The Working Class Isn t Down with the Green Transition
An energy abundance approach would recognize that, in fact, Biden has done the right thing by greenlighting the Willow oil-drilling project in Alaska. Of course, the climate activists and punditocracy are furious and denunciations are pouring in. But this is exactly what working-class voters do want: an all of the above strategy that pushes forward renewables while continuing to use a mix of energy sourcesĀ including fossil fuels. And what they want corresponds to the most practical course in pursuing a clean energy transition while assuring a reliable and secure supply of cheap energy. To go against this approach, as climate activists are pressuring Biden to do, is to accentuate the Great Divide between postindustrial metros and middle America, between Democratic elites and the working class.
Really, it s madness.
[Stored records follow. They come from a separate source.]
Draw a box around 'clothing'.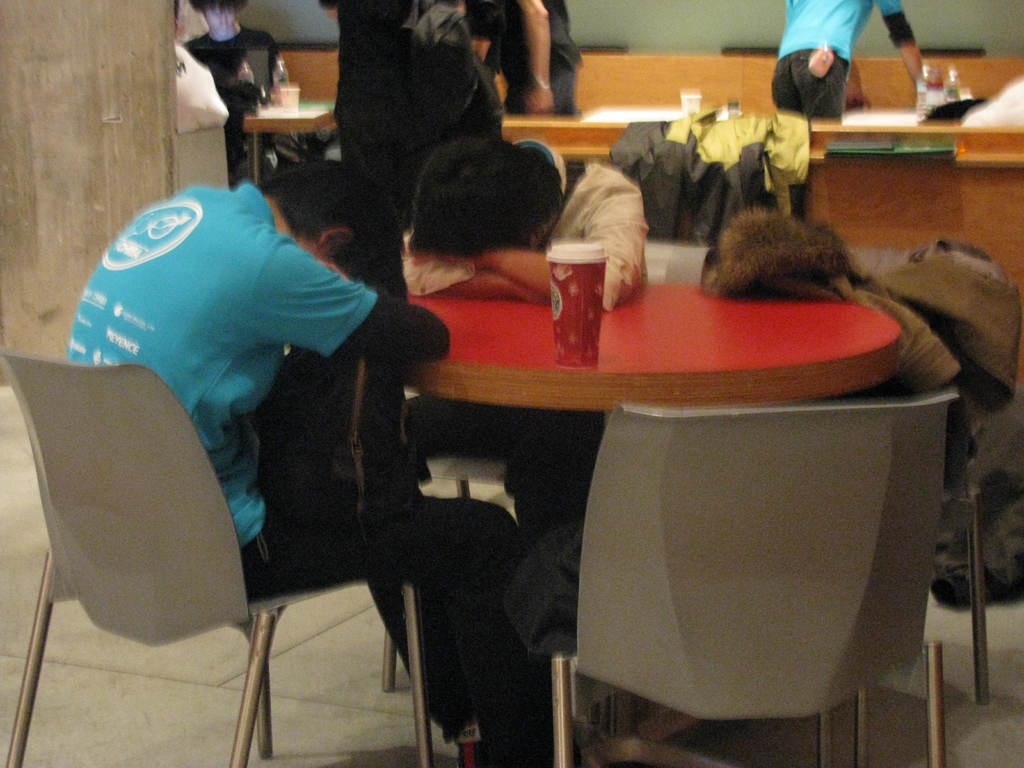
[left=56, top=177, right=532, bottom=735].
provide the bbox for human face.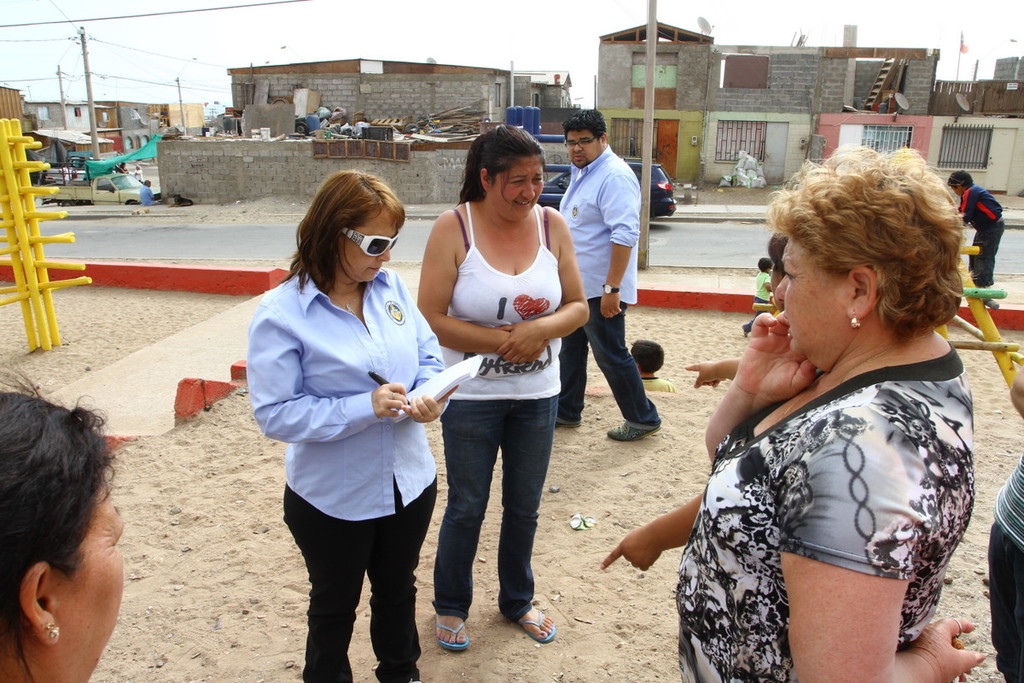
[left=567, top=130, right=601, bottom=166].
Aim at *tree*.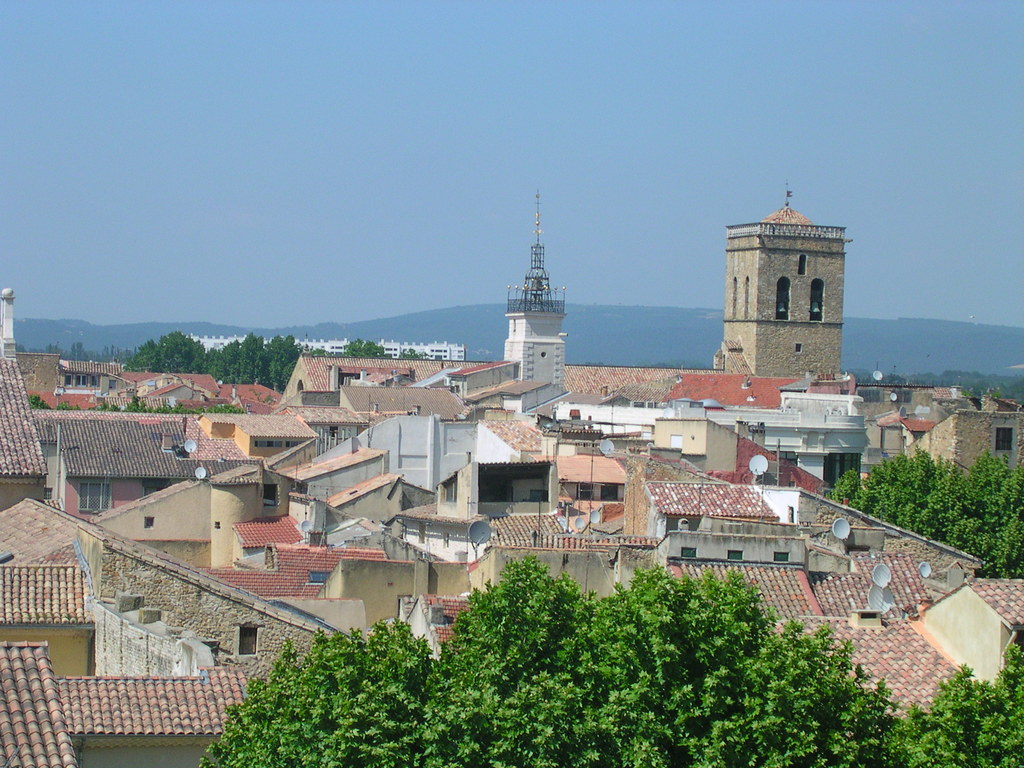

Biden needs to do more not less on moving the Democratic Party away from its obsession with renewables. Instead of waxing apoplectic about the Willow project, why aren t climate activists demanding the radical restructuring of the Nuclear Regulatory Commission? The NRC s new regulations for next-generation reactors run to 1200 pages and will effectively stymie a desperately needed nuclear renaissance in the country and indeed around the world if allowed to stand. Where are the demonstrations outside NRC headquarters? Instead, crickets as the NRC torpedoes the clean energy source most compatible with an industrial economy.
No wonder the working class doesn t trust these guys. They re more committed to their ideology than to their alleged end goals and certainly than they are to the welfare of the working class.